With an early morning tweet on Friday, President-elect Donald Trump declared “The ‘Unaffordable Care Act’ will soon be history!”
His enthusiasm followed a Senate vote on Thursday to pass a budget bill gutting key provisions that tie together Obamacare, and puts the GOP on a path to move forward with a complete repeal once the inauguration takes place and Trump is in office.
House Republicans must first pass their own version of the Senate bill, and a complex special process is probably going to be used in order to make it filibuster proof. As a result, the country’s $3 trillion healthcare system will have a new look and feel, possibly as early as this year.
Where we are at in the repeal process
Through a budget resolution recently passed, House committees are under pressure to come up with language in repeal legislation by Jan. 27.
After Health and Human Services secretary Tom Price is confirmed, Trump has promised that there will be a plan in place that makes it to his desk for reviewal.
“We’re going to be submitting—as soon as our secretary’s approved, almost simultaneously, shortly thereafter, a plan. It’ll be repeal and replace. It will be essentially simultaneously,” he said at his press conference on Wednesday.
Several popular components of the law, including a mandate that insurers cannot deny coverage for preexisting conditions, will remain part of the GOP’s plan. “Everyone wants to say the Republicans don’t have a plan,” Rep. Buddy Carter recently said.

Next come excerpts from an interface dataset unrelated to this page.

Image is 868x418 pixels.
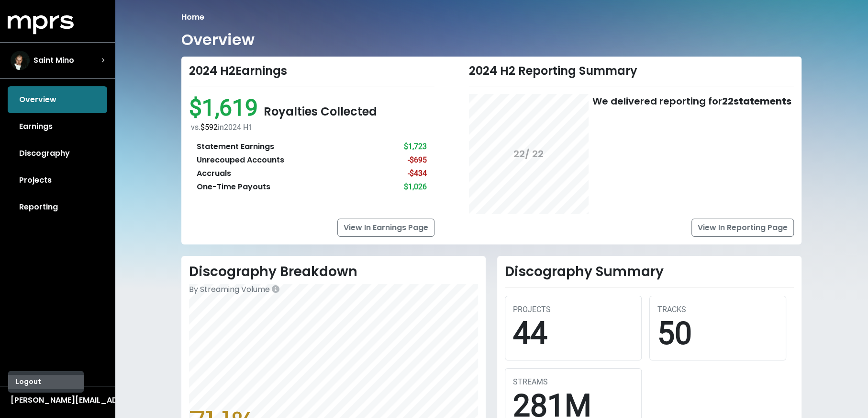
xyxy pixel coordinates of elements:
[469,64,794,78] div: 2024 H2 Reporting Summary
[8,370,84,392] div: [PERSON_NAME][EMAIL_ADDRESS][DOMAIN_NAME]
[8,394,107,406] button: [PERSON_NAME][EMAIL_ADDRESS][DOMAIN_NAME]
[592,94,792,108] div: We delivered reporting for
[9,374,84,388] button: Logout
[8,113,107,140] a: Earnings
[197,181,271,193] div: One-Time Payouts
[657,315,778,352] div: 50
[200,122,217,132] span: $592
[8,140,107,167] a: Discography
[8,194,107,220] a: Reporting
[189,284,270,295] span: By Streaming Volume
[8,167,107,194] a: Projects
[189,64,435,78] div: 2024 H2 Earnings
[513,315,633,352] div: 44
[407,168,427,179] div: -$434
[10,394,104,406] div: [PERSON_NAME][EMAIL_ADDRESS][DOMAIN_NAME]
[513,303,633,315] div: PROJECTS
[8,19,74,30] a: mprs logo
[181,31,254,49] h1: Overview
[692,218,794,236] a: View In Reporting Page
[15,376,41,386] span: Logout
[197,168,231,179] div: Accruals
[513,376,633,387] div: STREAMS
[181,11,801,23] nav: breadcrumb
[722,94,792,108] b: 22 statements
[264,104,378,119] span: Royalties Collected
[407,154,427,165] div: -$695
[191,122,435,133] div: vs. in 2024 H1
[189,94,264,121] span: $1,619
[505,264,794,280] h2: Discography Summary
[181,11,205,23] li: Home
[10,51,30,70] img: The selected account / producer
[404,140,427,152] div: $1,723
[404,181,427,193] div: $1,026
[197,154,284,165] div: Unrecouped Accounts
[197,140,274,152] div: Statement Earnings
[657,303,778,315] div: TRACKS
[189,264,479,280] h2: Discography Breakdown
[337,218,435,236] a: View In Earnings Page
[33,55,74,66] span: Saint Mino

“The problem is we have too many plans, and we’ve got to coalesce around one, and we’re going to.”
When the new will bill go into effect
Once a new bill is signed into law, which Trump has repeatedly signaled will be done within his first 100 days, the provisions will take some time to actually kick in.
Changes to Medicaid and Medicare would affect constituents who take part in those programs almost immediately, although just how much the GOP intends to make provisions to those programs or other tax deductions remains up in the air.
The folks most affected by the new plan would be those who purchase their own insurance, either through the private market or state healthcare exchanges. Almost immediately, their insurance providers would be forced to reconcile their programs with the new law.
But for individuals and families who have insurance through an employer, the changes would be more gradual. Jobs-based plans cover 150 million Americans, and facets of Obamacare that guarantee coverage to dependents, put a cap on out-of-pocket expenses, and cap costs on preventive care could be undone by 2017.
However, several lawmakers are calling for a compromise that would keep some (or all) of these provisions in tact.